Macbi wrote:That's just because they use more characters. If you want them to be really short use my method and then convert to
Base62.
Not just that; apgcodes also encode runs of zeros in an efficient manner to avoid overly long codes, and avoid representing empty strips (see e.g. the queen bee shuttle example
on the wiki).
And your scheme is neat, but it would contain a lot of zeros for patterns with a low squareness. Switching to base62 wouldn't help with that.
Also, while distinguishing case is obviously going to shorten codes, doing so has the potential to sow confusion and cause subtle problems in practice when people talk about patterns, so I -- like Calcyman, in all likelihood believe that the trade-off isn't worth it and that using only lower-case is the better choice.
Of course there's no reason one couldn't do that with your scheme. But once you start doing things like encoding zeroes, and sticking to the same characters apgcodes use, and defining the
canonical encoding of a pattern, then at some you gotta ask yourself if you're not just recreating apgcodes (or something very similar anyway).
It's also important to ask yourself what you hope to achieve anyway -- what problem you're trying to solve. apgcodes did solve some problems; they unambiguously
identify patterns (unlike e.g. RLE files), they don't rely on external sources for said identification (unlikely e.g. Mark Niemiec's or Heinrich Koenig's object IDs), they are short (for small objects anyway), they can be encoded and decoded easily (unlike Heinrich Koenig's SOF representation), and they can be used in URLs etc. and written out by people without any real chance of corruption, due to the lack of special characters or upper-vs.-lower-case confusion (as above). That they also tell you some basic properties of the pattern (such as "xq4_something is a spaceship of period 4") is just the icing on the cake.
Coming up with novel ways to represent patterns is a good intellectual exercise, of course, and can be fun. But unless and until you can say "these are real problems that haven't been solved, and my new representation solves them (ideally, but not necessarily, while retaining whatever other desirable properties previous representations had)", they're just that -- an intellectual exercise, a game to play, not something one should take serious.
After all:
- standards.png (23.74 KiB) Viewed 4051 times
Coming up with a new proposed standard isn't bad per se -- but it should be motivated by real defects and flaws in existing standards.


[To do]:
Every line below that has "space" in it should be copied.

[Supplied entries]:
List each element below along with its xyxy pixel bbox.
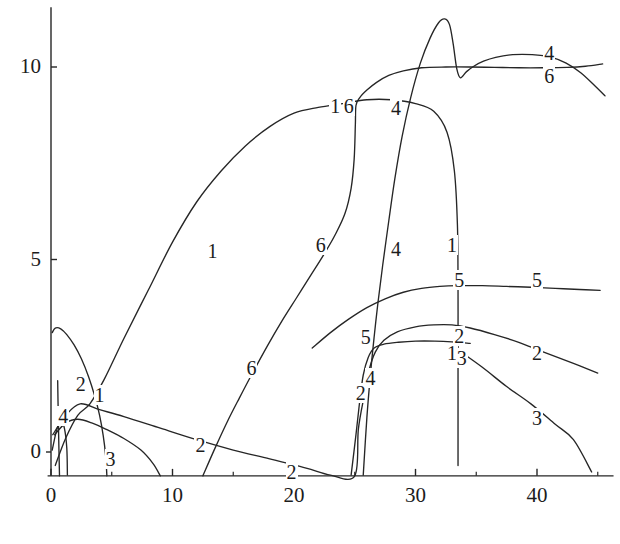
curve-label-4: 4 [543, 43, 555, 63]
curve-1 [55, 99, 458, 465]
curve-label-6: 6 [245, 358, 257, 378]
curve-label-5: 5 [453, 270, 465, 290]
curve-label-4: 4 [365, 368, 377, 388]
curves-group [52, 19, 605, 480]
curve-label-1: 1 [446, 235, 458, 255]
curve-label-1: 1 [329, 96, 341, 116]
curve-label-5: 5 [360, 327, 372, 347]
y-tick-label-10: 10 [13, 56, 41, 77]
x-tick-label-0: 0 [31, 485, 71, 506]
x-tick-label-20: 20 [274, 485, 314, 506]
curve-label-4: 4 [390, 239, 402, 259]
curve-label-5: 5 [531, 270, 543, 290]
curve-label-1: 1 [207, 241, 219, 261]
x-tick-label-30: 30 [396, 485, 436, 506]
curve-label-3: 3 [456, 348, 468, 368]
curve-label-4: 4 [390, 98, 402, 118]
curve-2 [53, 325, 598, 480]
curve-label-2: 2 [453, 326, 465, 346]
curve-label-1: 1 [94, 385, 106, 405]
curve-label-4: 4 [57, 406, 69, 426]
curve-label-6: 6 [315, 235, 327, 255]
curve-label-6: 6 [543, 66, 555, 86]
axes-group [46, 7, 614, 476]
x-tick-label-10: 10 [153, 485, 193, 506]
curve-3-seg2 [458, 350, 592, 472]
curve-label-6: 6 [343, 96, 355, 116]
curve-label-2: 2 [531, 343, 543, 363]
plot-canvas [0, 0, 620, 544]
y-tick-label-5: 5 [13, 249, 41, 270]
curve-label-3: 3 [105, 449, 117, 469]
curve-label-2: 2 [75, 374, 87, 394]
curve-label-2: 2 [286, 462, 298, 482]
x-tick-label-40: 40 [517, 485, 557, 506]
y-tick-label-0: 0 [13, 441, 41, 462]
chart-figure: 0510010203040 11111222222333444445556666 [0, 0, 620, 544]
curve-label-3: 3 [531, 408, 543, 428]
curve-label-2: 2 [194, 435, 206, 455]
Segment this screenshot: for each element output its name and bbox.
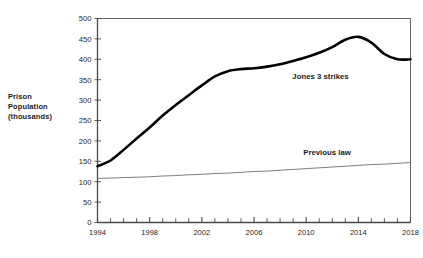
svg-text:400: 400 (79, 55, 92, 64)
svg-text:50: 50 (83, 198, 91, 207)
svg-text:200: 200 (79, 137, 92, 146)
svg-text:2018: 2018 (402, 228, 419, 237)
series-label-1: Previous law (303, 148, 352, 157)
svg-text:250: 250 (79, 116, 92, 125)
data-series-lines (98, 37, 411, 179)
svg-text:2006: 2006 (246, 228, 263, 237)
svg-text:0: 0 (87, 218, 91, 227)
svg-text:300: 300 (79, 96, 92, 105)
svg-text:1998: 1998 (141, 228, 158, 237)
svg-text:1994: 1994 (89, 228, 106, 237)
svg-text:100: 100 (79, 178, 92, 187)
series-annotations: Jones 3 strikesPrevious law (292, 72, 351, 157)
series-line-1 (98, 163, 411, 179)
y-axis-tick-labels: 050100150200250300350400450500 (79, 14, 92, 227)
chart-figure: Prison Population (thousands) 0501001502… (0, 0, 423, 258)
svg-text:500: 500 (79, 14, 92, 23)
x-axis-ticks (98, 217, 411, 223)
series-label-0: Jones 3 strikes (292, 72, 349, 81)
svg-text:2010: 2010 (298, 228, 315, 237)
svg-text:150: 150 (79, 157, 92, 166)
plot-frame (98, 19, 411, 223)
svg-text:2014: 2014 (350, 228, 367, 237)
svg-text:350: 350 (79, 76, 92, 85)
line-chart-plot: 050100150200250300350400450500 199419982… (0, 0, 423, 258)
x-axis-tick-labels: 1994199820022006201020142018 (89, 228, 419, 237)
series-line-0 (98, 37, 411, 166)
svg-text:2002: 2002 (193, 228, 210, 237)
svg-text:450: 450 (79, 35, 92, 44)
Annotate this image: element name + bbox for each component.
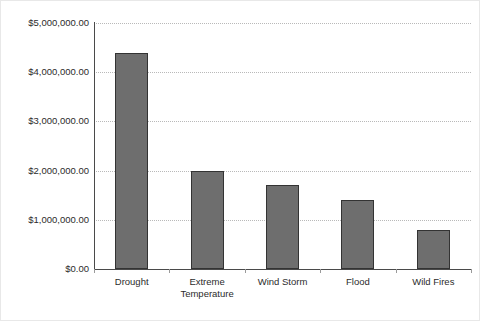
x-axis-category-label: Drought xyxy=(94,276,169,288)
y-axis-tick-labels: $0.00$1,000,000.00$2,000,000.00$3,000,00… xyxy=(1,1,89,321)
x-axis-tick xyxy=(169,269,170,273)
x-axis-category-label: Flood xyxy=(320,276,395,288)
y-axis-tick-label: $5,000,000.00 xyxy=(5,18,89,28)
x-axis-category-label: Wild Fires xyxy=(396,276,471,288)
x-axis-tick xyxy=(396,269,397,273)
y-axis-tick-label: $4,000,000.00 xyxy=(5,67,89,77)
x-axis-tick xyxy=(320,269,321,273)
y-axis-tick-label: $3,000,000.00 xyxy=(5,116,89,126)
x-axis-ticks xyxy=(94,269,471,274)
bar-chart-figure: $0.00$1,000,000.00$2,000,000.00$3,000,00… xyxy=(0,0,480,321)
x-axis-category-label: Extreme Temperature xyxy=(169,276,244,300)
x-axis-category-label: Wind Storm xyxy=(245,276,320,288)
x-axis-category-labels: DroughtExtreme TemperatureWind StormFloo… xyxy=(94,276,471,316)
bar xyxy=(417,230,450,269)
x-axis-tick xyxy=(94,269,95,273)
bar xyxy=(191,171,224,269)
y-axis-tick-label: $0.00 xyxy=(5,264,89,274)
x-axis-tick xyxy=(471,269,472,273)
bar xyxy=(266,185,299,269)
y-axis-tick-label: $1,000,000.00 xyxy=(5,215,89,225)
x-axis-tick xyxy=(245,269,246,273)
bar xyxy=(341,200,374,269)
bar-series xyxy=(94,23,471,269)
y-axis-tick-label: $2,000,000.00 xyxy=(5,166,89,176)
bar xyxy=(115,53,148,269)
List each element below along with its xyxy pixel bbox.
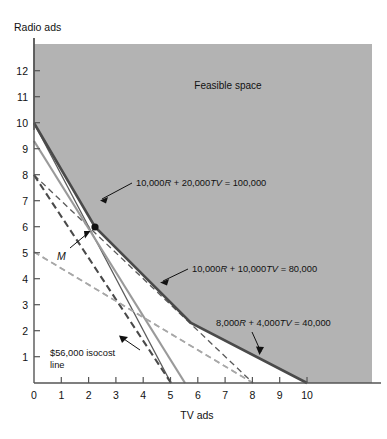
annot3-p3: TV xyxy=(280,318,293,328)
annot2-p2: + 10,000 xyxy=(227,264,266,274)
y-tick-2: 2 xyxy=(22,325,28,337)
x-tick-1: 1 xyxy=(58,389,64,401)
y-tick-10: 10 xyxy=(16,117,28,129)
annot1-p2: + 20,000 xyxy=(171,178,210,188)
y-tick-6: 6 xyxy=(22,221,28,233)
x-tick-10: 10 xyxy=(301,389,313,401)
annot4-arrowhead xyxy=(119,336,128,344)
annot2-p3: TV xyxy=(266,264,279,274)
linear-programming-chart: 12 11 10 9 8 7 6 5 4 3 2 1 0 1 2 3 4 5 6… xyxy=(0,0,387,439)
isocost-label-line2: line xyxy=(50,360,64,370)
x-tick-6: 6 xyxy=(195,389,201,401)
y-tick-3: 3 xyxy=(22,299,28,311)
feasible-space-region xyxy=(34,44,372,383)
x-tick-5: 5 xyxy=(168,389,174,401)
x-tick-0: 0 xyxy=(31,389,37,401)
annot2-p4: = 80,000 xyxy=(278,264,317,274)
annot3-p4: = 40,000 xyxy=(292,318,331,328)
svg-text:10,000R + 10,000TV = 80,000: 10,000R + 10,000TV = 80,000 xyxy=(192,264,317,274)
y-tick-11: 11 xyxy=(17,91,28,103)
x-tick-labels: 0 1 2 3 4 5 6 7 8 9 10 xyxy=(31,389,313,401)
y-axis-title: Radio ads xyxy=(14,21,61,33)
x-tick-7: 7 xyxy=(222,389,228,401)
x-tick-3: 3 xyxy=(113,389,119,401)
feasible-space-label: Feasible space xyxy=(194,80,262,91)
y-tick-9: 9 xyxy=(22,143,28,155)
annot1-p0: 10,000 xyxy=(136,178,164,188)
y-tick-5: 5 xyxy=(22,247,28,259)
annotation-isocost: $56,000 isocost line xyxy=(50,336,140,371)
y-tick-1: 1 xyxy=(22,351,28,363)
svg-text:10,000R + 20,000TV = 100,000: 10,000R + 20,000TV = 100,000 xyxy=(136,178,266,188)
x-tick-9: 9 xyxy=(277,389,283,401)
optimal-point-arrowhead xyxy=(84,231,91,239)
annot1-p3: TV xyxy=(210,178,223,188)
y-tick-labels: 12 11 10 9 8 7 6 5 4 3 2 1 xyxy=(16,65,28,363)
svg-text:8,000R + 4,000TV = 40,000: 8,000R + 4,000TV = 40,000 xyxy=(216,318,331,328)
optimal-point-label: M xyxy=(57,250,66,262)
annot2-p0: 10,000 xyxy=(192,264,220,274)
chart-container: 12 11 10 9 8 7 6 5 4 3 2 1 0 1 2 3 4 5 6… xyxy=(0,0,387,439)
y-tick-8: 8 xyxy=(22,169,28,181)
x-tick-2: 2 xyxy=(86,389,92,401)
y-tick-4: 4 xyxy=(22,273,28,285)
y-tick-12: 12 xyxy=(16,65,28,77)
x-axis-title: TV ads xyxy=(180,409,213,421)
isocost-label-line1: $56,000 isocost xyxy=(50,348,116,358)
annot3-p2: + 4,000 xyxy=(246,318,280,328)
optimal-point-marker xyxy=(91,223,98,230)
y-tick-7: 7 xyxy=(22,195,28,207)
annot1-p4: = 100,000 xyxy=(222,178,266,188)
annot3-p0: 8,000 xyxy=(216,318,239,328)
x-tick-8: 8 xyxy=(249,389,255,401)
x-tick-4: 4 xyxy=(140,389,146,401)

[Your response]:
feasible-space-region xyxy=(34,44,372,383)
feasible-space-label: Feasible space xyxy=(194,80,262,91)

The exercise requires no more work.